Grants to Support Chicago's Resident Leadership Engaged in Public Housing Transformation

December 5, 2002 Press Releases Housing

MacArthur has announced two grants totaling $160,000 to support resident leadership engaged in the citywide effort to transform pubic housing in Chicago.

The City of Chicago is in the midst of the most extensive overhaul of public housing in the nation. Under its Plan for Transformation, which began in 1999, the Chicago Housing Authority (CHA) will demolish more than 16,000 public housing units and renovate or build approximately 25,000 new units over the next seven to ten years as part of the $1.6 billion effort.

The Foundation, which views the Transformation Plan as an historic opportunity to bring major improvements to one of the nation's largest public housing systems, has so far provided almost $16 million to more than 60 organizations contributing to the overall effort. Grants have been made to community-based organizations, technical assistance providers, representatives of the CHA tenants, research groups, and to the CHA itself. 

The Foundation's current grantmaking related to the Transformation Plan has three main objectives: 1) addressing major barriers to successful implementation of the plan, such as the challenge of successfully relocating residents, 2) building the capacity of key players, such as city agencies and community-based service providers to contribute to implementation of the plan, and 3) ensuring that reliable information about the plan is available to all who need it, especially public housing residents who are affected by the plan.

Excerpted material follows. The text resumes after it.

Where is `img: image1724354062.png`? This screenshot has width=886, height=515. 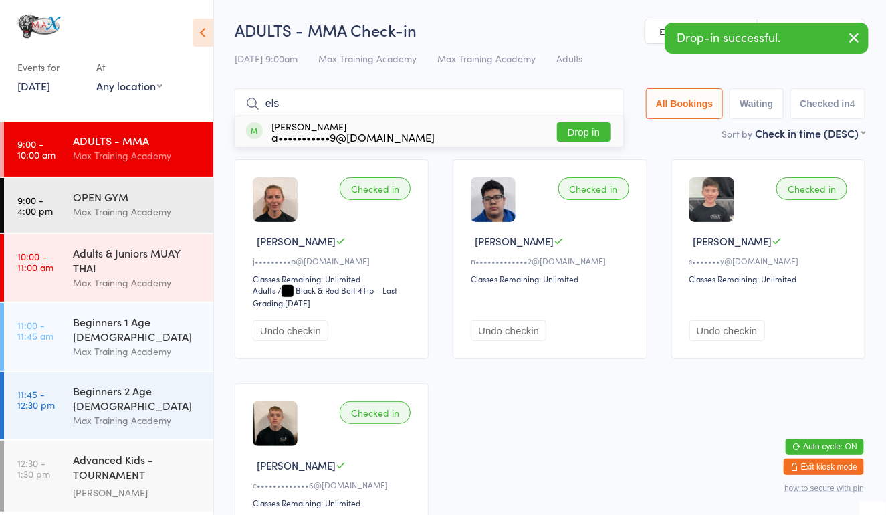
img: image1724354062.png is located at coordinates (275, 423).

A grant of $115,000 to the Greater Southwest Community Development Corporation will support leadership development, life skills, and job training programs for public housing residents of LeClaire Courts. The grant will build on current efforts to connect resident leaders to other local leaders in the neighborhood and to explore how residents might benefit from the expansion underway at Midway Airport.

A grant of $45,000 has been made to the Central Advisory Council to support a two-day training session for resident leaders of public housing developments in the City of Chicago. The training, which follows on previous Foundation grants to support the involvement of public housing residents in the redevelopment process, will focus on strengthening leadership skills and capacities.

Earlier this year, the Foundation awarded a grant of $385,000 to the Development Training Institute in support of tenant leaders and others to plan for physical redevelopment, as well as a planning grant of $60,000 to Ujima, a new nonprofit organization established by the resident leaders of the Madden Park and Ida B. Wells developments.

Since December of 1999, the Foundation has made 58 grants totaling $15,990,900 in support of public housing transformation. For example, grants have been awarded to build the information and management systems of the Chicago Housing Authority and to establish communications, asset management, and quality assurance programs; to the Chicago Video Project, the Metropolitan Planning Council, and Residents' Journal to develop radio and cable programs, videos, posters, newspaper inserts, and other materials about the Plan for Transformation; to engage a broad range of organizations, including churches and other faith-based institutions, in the overall effort; and to support the research and policy analysis of the Urban Institute, Columbia University, the National Opinion Research Center, and others in order to ensure that the redevelopment of public housing is based on reliable information.